Darwin’s Wardrobe. Artefacts by Joanna Rogers
If Charles Darwin were still voyaging around the world, these are some of the items he might have recently acquired - either as specimens or gifts to enhance his collection. If he were still travelling, however, Darwin would document lost worlds rather than “found” ones. Reminiscent of the samples brought to England on the Beagle in 1836, my artefacts comment on similar areas of concern: living species of flora and fauna, i.e. examples of plants and creatures that suggest adaptation and evolution. Unlike their ancient forbearers, today’s animals, plants and habitats are being obliterated at an alarmingly accelerated rate, due to unchecked industrialization and human-population growth. The problems endangering present-day ecosystems and driving living beings to near-extinction result, primarily, from the human lust for money, power, and property/land.
“At the last judgement we will all be trees.”*
The artworks in Darwin’s Wardrobe reflect my concern regarding recent changes in the environment, changes which have led to the adaptation or the extinction of species. To show my concern, I have made three types of garments (women’s shifts, medieval copes, suits of armour) that illustrate our various relationships with the land. I have also made six mourning quilts, which were inspired by the journals kept by explorers. These quilts offer a record and catalogue of our lost and disappearing world, just as the explorers’ journals documented the discovery of “new” worlds.

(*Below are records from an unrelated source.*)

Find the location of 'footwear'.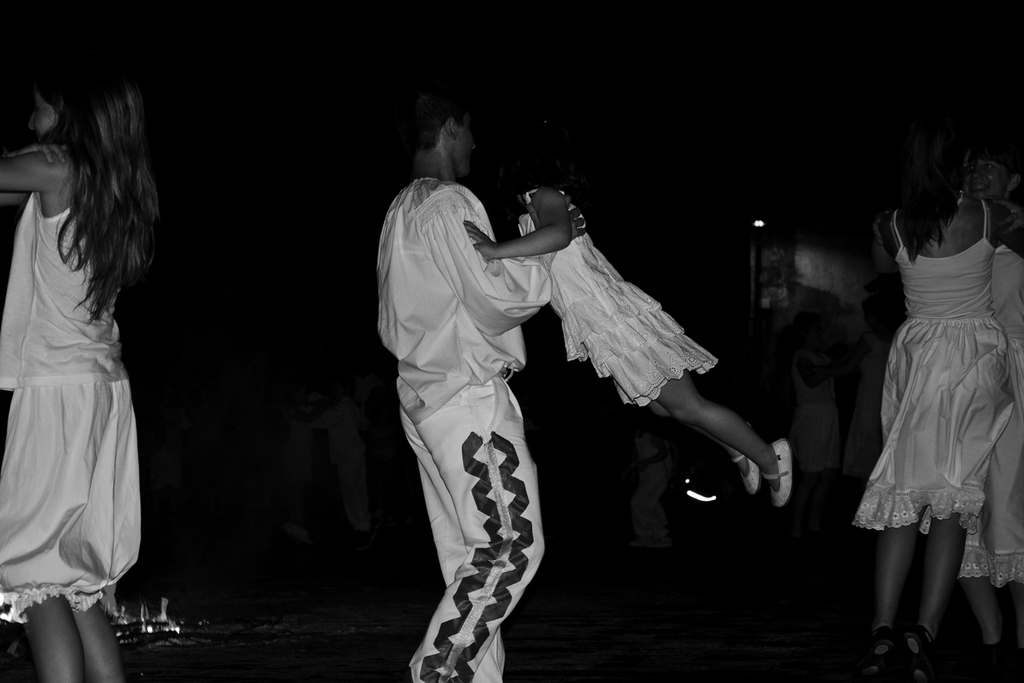
Location: left=736, top=419, right=767, bottom=499.
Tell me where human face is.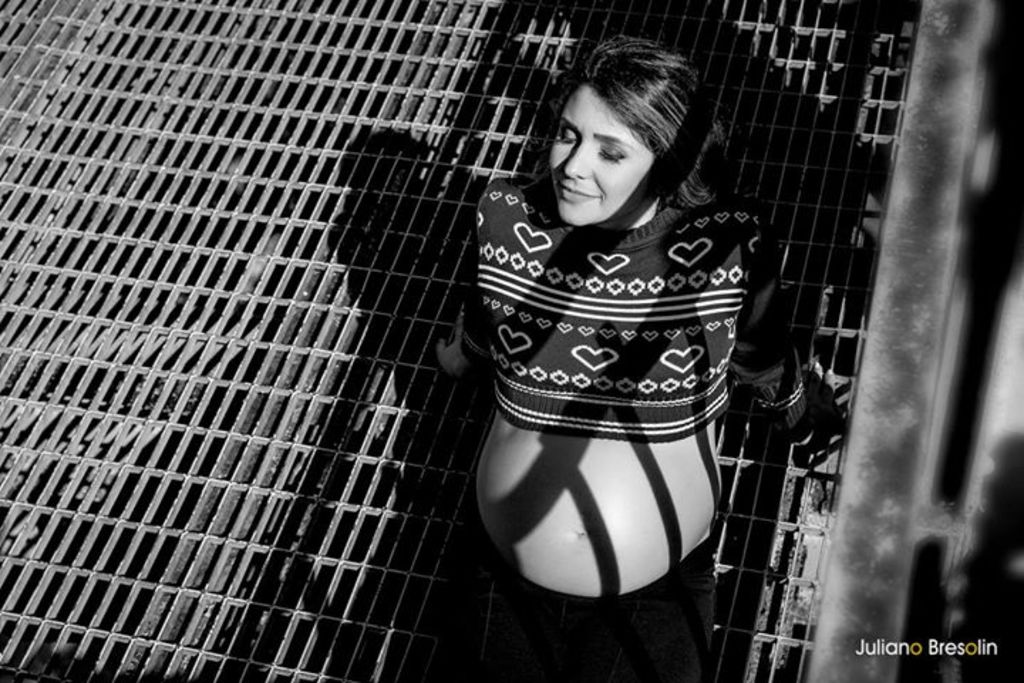
human face is at 548 85 653 225.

Altogether, Darwin’s Wardrobe conveys a sense of the abundant yet fragile environment that surrounds me, comments on the nature of collecting (including value and authenticity), and reflects my long-standing love of narratives old and new. The exhibit’s works refer to ancient and/or contemporary, real and/or imaginary situations and things. They set up dialogues between past and present, history and mythology, mythology and literature, fiction and biography. Several pieces invite viewers to explore ideas of the representation of reality by noting how one person’s documentation of facts becomes another person’s fiction, or by observing how a subject can be lost or changed or can assume the identity of the narrator.
“Whether the wilderness is real or not depends on who lives there.”*
*Margaret Atwood. The Journals of Susanna Moodie.